Software

Algorithmics & Software

Software tools and the algorithms they contain are an essential part of additive process optimization and the digital process chain. This includes dither methods for material positioning in multi-material 3D printing with minimal material agglomeration or geometry-adaptive laser guidance in laser beam melting, where the rapid calculation of various geometric features (distance to component surface, orientation of offset surfaces, etc.) is necessary. Methods for "making printable" 3D models with faulty geometry (e.g. incorrect surface orientation, holes, non-manifold edges and corners) are also essential for an automated process chain and fall into this category.

Models and Simulations

Simulation tools contribute to material development and to the optimization of process steps, e.g. to minimize distortions.
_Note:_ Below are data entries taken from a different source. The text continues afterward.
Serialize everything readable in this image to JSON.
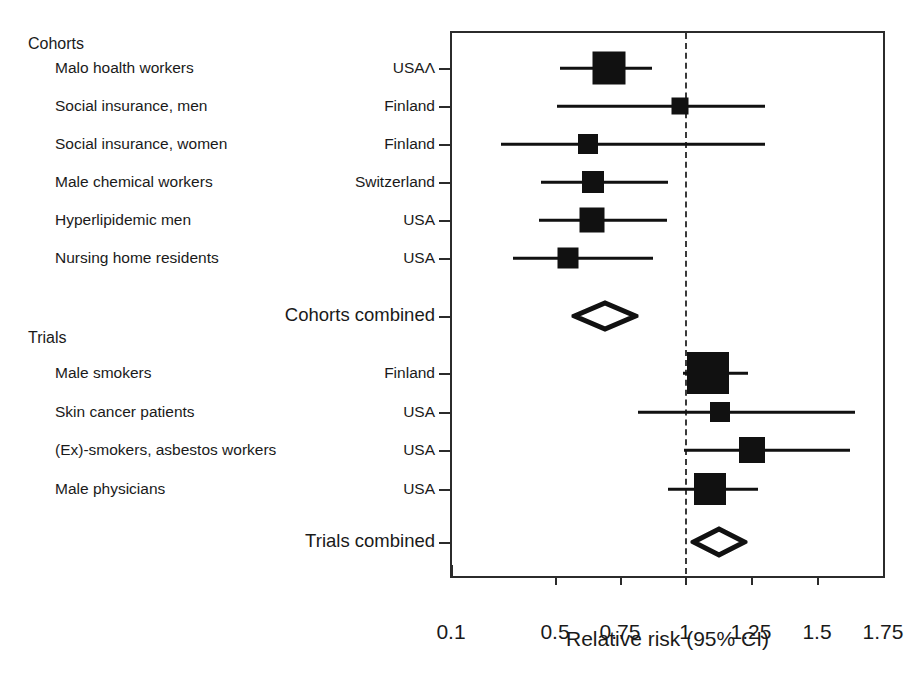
{
  "figure": {
    "type": "forest-plot",
    "axis_title": "Relative risk (95% CI)"
  },
  "sections": [
    {
      "id": "cohorts",
      "label": "Cohorts",
      "y": 36
    },
    {
      "id": "trials",
      "label": "Trials",
      "y": 330
    }
  ],
  "axis": {
    "label": "Relative risk (95% CI)",
    "ticks": [
      {
        "value": "0.1",
        "x": 451
      },
      {
        "value": "0.5",
        "x": 555
      },
      {
        "value": "0.75",
        "x": 620
      },
      {
        "value": "1",
        "x": 685
      },
      {
        "value": "1.25",
        "x": 751
      },
      {
        "value": "1.5",
        "x": 817
      },
      {
        "value": "1.75",
        "x": 883
      }
    ],
    "null_value": "1",
    "null_x": 685,
    "left_edge_x": 450,
    "right_edge_x": 885,
    "top_edge_y": 31,
    "bottom_edge_y": 578
  },
  "rows": [
    {
      "study": "Malo hoalth workers",
      "country": "USAΛ",
      "y": 68,
      "rr": 0.69,
      "lo": 0.53,
      "hi": 0.86,
      "marker": "box",
      "box_px": 33,
      "center_x": 609,
      "lo_x": 560,
      "hi_x": 652
    },
    {
      "study": "Social insurance, men",
      "country": "Finland",
      "y": 106,
      "rr": 0.98,
      "lo": 0.52,
      "hi": 1.3,
      "marker": "box",
      "box_px": 17,
      "center_x": 680,
      "lo_x": 557,
      "hi_x": 765
    },
    {
      "study": "Social insurance, women",
      "country": "Finland",
      "y": 144,
      "rr": 0.62,
      "lo": 0.29,
      "hi": 1.3,
      "marker": "box",
      "box_px": 20,
      "center_x": 588,
      "lo_x": 501,
      "hi_x": 765
    },
    {
      "study": "Male chemical workers",
      "country": "Switzerland",
      "y": 182,
      "rr": 0.64,
      "lo": 0.45,
      "hi": 0.93,
      "marker": "box",
      "box_px": 22,
      "center_x": 593,
      "lo_x": 541,
      "hi_x": 668
    },
    {
      "study": "Hyperlipidemic men",
      "country": "USA",
      "y": 220,
      "rr": 0.64,
      "lo": 0.44,
      "hi": 0.93,
      "marker": "box",
      "box_px": 25,
      "center_x": 592,
      "lo_x": 539,
      "hi_x": 667
    },
    {
      "study": "Nursing home residents",
      "country": "USA",
      "y": 258,
      "rr": 0.55,
      "lo": 0.34,
      "hi": 0.87,
      "marker": "box",
      "box_px": 21,
      "center_x": 568,
      "lo_x": 513,
      "hi_x": 653
    },
    {
      "study": "Male smokers",
      "country": "Finland",
      "y": 373,
      "rr": 1.09,
      "lo": 1.0,
      "hi": 1.24,
      "marker": "box",
      "box_px": 42,
      "center_x": 708,
      "lo_x": 683,
      "hi_x": 748
    },
    {
      "study": "Skin cancer patients",
      "country": "USA",
      "y": 412,
      "rr": 1.13,
      "lo": 0.83,
      "hi": 1.65,
      "marker": "box",
      "box_px": 20,
      "center_x": 720,
      "lo_x": 638,
      "hi_x": 855
    },
    {
      "study": "(Ex)-smokers, asbestos workers",
      "country": "USA",
      "y": 450,
      "rr": 1.25,
      "lo": 1.0,
      "hi": 1.63,
      "marker": "box",
      "box_px": 26,
      "center_x": 752,
      "lo_x": 684,
      "hi_x": 850
    },
    {
      "study": "Male physicians",
      "country": "USA",
      "y": 489,
      "rr": 1.09,
      "lo": 0.94,
      "hi": 1.28,
      "marker": "box",
      "box_px": 32,
      "center_x": 710,
      "lo_x": 668,
      "hi_x": 758
    }
  ],
  "summaries": [
    {
      "label": "Cohorts combined",
      "y": 316,
      "rr": 0.68,
      "lo": 0.63,
      "hi": 0.74,
      "marker": "diamond",
      "center_x": 605,
      "lo_x": 575,
      "hi_x": 636,
      "half_h": 13
    },
    {
      "label": "Trials combined",
      "y": 542,
      "rr": 1.12,
      "lo": 1.05,
      "hi": 1.2,
      "marker": "diamond",
      "center_x": 719,
      "lo_x": 694,
      "hi_x": 745,
      "half_h": 13
    }
  ],
  "colors": {
    "marker": "#111111",
    "frame": "#2b2b2b",
    "text": "#1a1a1a",
    "background": "#ffffff"
  },
  "chart_data": {
    "type": "scatter",
    "title": "",
    "xlabel": "Relative risk (95% CI)",
    "ylabel": "",
    "xlim": [
      0.1,
      1.75
    ],
    "xticks": [
      0.1,
      0.5,
      0.75,
      1,
      1.25,
      1.5,
      1.75
    ],
    "grid": false,
    "legend": "none",
    "reference_line": 1,
    "groups": [
      {
        "name": "Cohorts",
        "studies": [
          {
            "label": "Malo hoalth workers",
            "country": "USAΛ",
            "rr": 0.69,
            "ci_low": 0.53,
            "ci_high": 0.86
          },
          {
            "label": "Social insurance, men",
            "country": "Finland",
            "rr": 0.98,
            "ci_low": 0.52,
            "ci_high": 1.3
          },
          {
            "label": "Social insurance, women",
            "country": "Finland",
            "rr": 0.62,
            "ci_low": 0.29,
            "ci_high": 1.3
          },
          {
            "label": "Male chemical workers",
            "country": "Switzerland",
            "rr": 0.64,
            "ci_low": 0.45,
            "ci_high": 0.93
          },
          {
            "label": "Hyperlipidemic men",
            "country": "USA",
            "rr": 0.64,
            "ci_low": 0.44,
            "ci_high": 0.93
          },
          {
            "label": "Nursing home residents",
            "country": "USA",
            "rr": 0.55,
            "ci_low": 0.34,
            "ci_high": 0.87
          }
        ],
        "summary": {
          "label": "Cohorts combined",
          "rr": 0.68,
          "ci_low": 0.63,
          "ci_high": 0.74
        }
      },
      {
        "name": "Trials",
        "studies": [
          {
            "label": "Male smokers",
            "country": "Finland",
            "rr": 1.09,
            "ci_low": 1.0,
            "ci_high": 1.24
          },
          {
            "label": "Skin cancer patients",
            "country": "USA",
            "rr": 1.13,
            "ci_low": 0.83,
            "ci_high": 1.65
          },
          {
            "label": "(Ex)-smokers, asbestos workers",
            "country": "USA",
            "rr": 1.25,
            "ci_low": 1.0,
            "ci_high": 1.63
          },
          {
            "label": "Male physicians",
            "country": "USA",
            "rr": 1.09,
            "ci_low": 0.94,
            "ci_high": 1.28
          }
        ],
        "summary": {
          "label": "Trials combined",
          "rr": 1.12,
          "ci_low": 1.05,
          "ci_high": 1.2
        }
      }
    ]
  }
}
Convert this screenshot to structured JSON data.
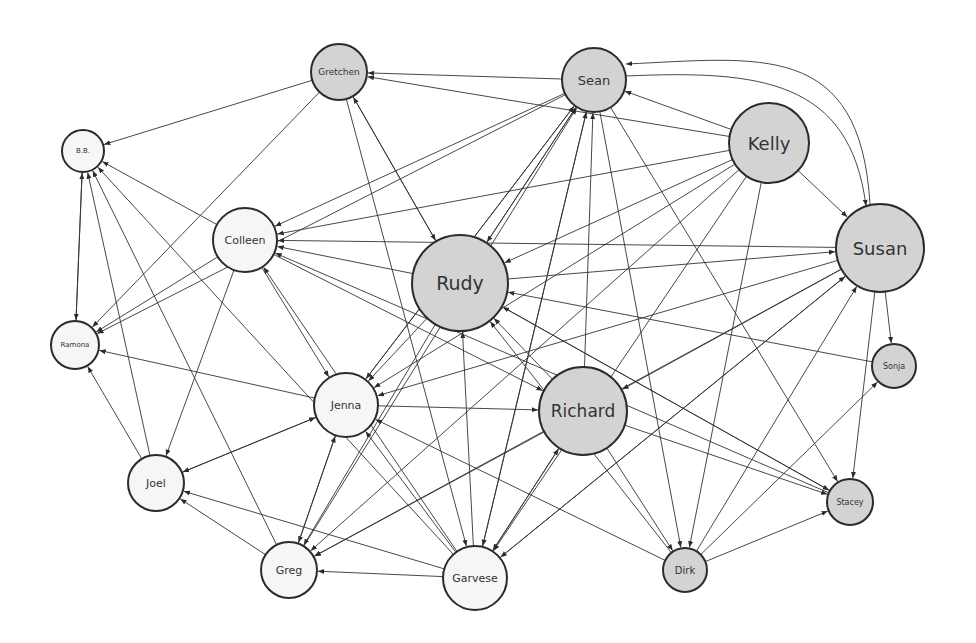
{
  "diagram": {
    "type": "directed-network",
    "colors": {
      "edge": "#333333",
      "node_stroke": "#2b2b2b",
      "gray_fill": "#d3d3d3",
      "white_fill": "#f6f6f6",
      "label": "#333333"
    },
    "nodes": [
      {
        "id": "gretchen",
        "label": "Gretchen",
        "x": 339,
        "y": 72,
        "r": 28,
        "fill": "gray",
        "fs": 9
      },
      {
        "id": "sean",
        "label": "Sean",
        "x": 594,
        "y": 80,
        "r": 32,
        "fill": "gray",
        "fs": 13
      },
      {
        "id": "kelly",
        "label": "Kelly",
        "x": 769,
        "y": 143,
        "r": 40,
        "fill": "gray",
        "fs": 18
      },
      {
        "id": "bb",
        "label": "B.B.",
        "x": 83,
        "y": 151,
        "r": 21,
        "fill": "white",
        "fs": 7
      },
      {
        "id": "colleen",
        "label": "Colleen",
        "x": 245,
        "y": 240,
        "r": 32,
        "fill": "white",
        "fs": 11
      },
      {
        "id": "rudy",
        "label": "Rudy",
        "x": 460,
        "y": 283,
        "r": 48,
        "fill": "gray",
        "fs": 19
      },
      {
        "id": "susan",
        "label": "Susan",
        "x": 880,
        "y": 248,
        "r": 44,
        "fill": "gray",
        "fs": 18
      },
      {
        "id": "ramona",
        "label": "Ramona",
        "x": 75,
        "y": 345,
        "r": 24,
        "fill": "white",
        "fs": 7
      },
      {
        "id": "sonja",
        "label": "Sonja",
        "x": 894,
        "y": 366,
        "r": 22,
        "fill": "gray",
        "fs": 8
      },
      {
        "id": "jenna",
        "label": "Jenna",
        "x": 346,
        "y": 405,
        "r": 32,
        "fill": "white",
        "fs": 11
      },
      {
        "id": "richard",
        "label": "Richard",
        "x": 583,
        "y": 411,
        "r": 44,
        "fill": "gray",
        "fs": 17
      },
      {
        "id": "joel",
        "label": "Joel",
        "x": 156,
        "y": 483,
        "r": 28,
        "fill": "white",
        "fs": 11
      },
      {
        "id": "stacey",
        "label": "Stacey",
        "x": 850,
        "y": 502,
        "r": 23,
        "fill": "gray",
        "fs": 8
      },
      {
        "id": "greg",
        "label": "Greg",
        "x": 289,
        "y": 570,
        "r": 28,
        "fill": "white",
        "fs": 11
      },
      {
        "id": "garvese",
        "label": "Garvese",
        "x": 475,
        "y": 578,
        "r": 32,
        "fill": "white",
        "fs": 11
      },
      {
        "id": "dirk",
        "label": "Dirk",
        "x": 685,
        "y": 570,
        "r": 22,
        "fill": "gray",
        "fs": 10
      }
    ],
    "edges": [
      [
        "gretchen",
        "bb"
      ],
      [
        "gretchen",
        "ramona"
      ],
      [
        "gretchen",
        "rudy"
      ],
      [
        "gretchen",
        "garvese"
      ],
      [
        "sean",
        "gretchen"
      ],
      [
        "sean",
        "colleen"
      ],
      [
        "sean",
        "ramona"
      ],
      [
        "sean",
        "rudy"
      ],
      [
        "sean",
        "dirk"
      ],
      [
        "sean",
        "stacey"
      ],
      [
        "sean",
        "garvese"
      ],
      [
        "sean",
        "jenna"
      ],
      [
        "kelly",
        "sean"
      ],
      [
        "kelly",
        "gretchen"
      ],
      [
        "kelly",
        "colleen"
      ],
      [
        "kelly",
        "rudy"
      ],
      [
        "kelly",
        "susan"
      ],
      [
        "kelly",
        "dirk"
      ],
      [
        "kelly",
        "greg"
      ],
      [
        "kelly",
        "garvese"
      ],
      [
        "kelly",
        "jenna"
      ],
      [
        "susan",
        "sean"
      ],
      [
        "susan",
        "colleen"
      ],
      [
        "susan",
        "sonja"
      ],
      [
        "susan",
        "stacey"
      ],
      [
        "susan",
        "greg"
      ],
      [
        "susan",
        "jenna"
      ],
      [
        "susan",
        "richard"
      ],
      [
        "susan",
        "garvese"
      ],
      [
        "sean",
        "susan"
      ],
      [
        "colleen",
        "bb"
      ],
      [
        "colleen",
        "ramona"
      ],
      [
        "colleen",
        "joel"
      ],
      [
        "colleen",
        "jenna"
      ],
      [
        "colleen",
        "richard"
      ],
      [
        "rudy",
        "colleen"
      ],
      [
        "rudy",
        "sean"
      ],
      [
        "rudy",
        "susan"
      ],
      [
        "rudy",
        "jenna"
      ],
      [
        "rudy",
        "greg"
      ],
      [
        "rudy",
        "stacey"
      ],
      [
        "rudy",
        "gretchen"
      ],
      [
        "richard",
        "sean"
      ],
      [
        "richard",
        "rudy"
      ],
      [
        "richard",
        "dirk"
      ],
      [
        "richard",
        "stacey"
      ],
      [
        "richard",
        "greg"
      ],
      [
        "richard",
        "garvese"
      ],
      [
        "jenna",
        "ramona"
      ],
      [
        "jenna",
        "joel"
      ],
      [
        "jenna",
        "greg"
      ],
      [
        "jenna",
        "richard"
      ],
      [
        "jenna",
        "sean"
      ],
      [
        "joel",
        "bb"
      ],
      [
        "joel",
        "ramona"
      ],
      [
        "joel",
        "jenna"
      ],
      [
        "greg",
        "bb"
      ],
      [
        "greg",
        "joel"
      ],
      [
        "greg",
        "jenna"
      ],
      [
        "greg",
        "sean"
      ],
      [
        "garvese",
        "bb"
      ],
      [
        "garvese",
        "joel"
      ],
      [
        "garvese",
        "jenna"
      ],
      [
        "garvese",
        "greg"
      ],
      [
        "garvese",
        "rudy"
      ],
      [
        "garvese",
        "sean"
      ],
      [
        "garvese",
        "richard"
      ],
      [
        "garvese",
        "susan"
      ],
      [
        "garvese",
        "colleen"
      ],
      [
        "dirk",
        "stacey"
      ],
      [
        "dirk",
        "susan"
      ],
      [
        "dirk",
        "sonja"
      ],
      [
        "dirk",
        "rudy"
      ],
      [
        "sonja",
        "rudy"
      ],
      [
        "stacey",
        "rudy"
      ],
      [
        "stacey",
        "colleen"
      ],
      [
        "ramona",
        "bb"
      ],
      [
        "bb",
        "ramona"
      ],
      [
        "dirk",
        "jenna"
      ]
    ]
  }
}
The numerical approaches range from atomistic and thermodynamic simulations for alloy development to the flow, compacting and sintering behavior of powders, melt bath and microstructure development simulations of metals, mechanical models for the hardening behavior of resins, simulations of hybrid processes and post-treatment steps to the lifetime evaluation of additively manufactured components.

RISTRA - Rapid Interactive Structural Analysis

In the virtual product development process it is often crucial to simulate the properties of many product variants in order to generate resilient decision criteria for the selection of the final design prior to prototype construction or series production. This classical product simulation is frequently used in generative manufacturing, but also in other manufacturing processes. In order to significantly increase the number of variants to be investigated, we have developed RISTRA - Rapid Interactive Structural Analysis. RISTRA is a graphics processing unit (GPU) optimized simulation software for structural mechanics that uses thousands of GPU processors to quickly predict three-dimensional mechanical stress distribution under given loads. Through efficient GPU data structures and massively parallel algorithms, accelerations of up to 80x compared to commercial software are achieved.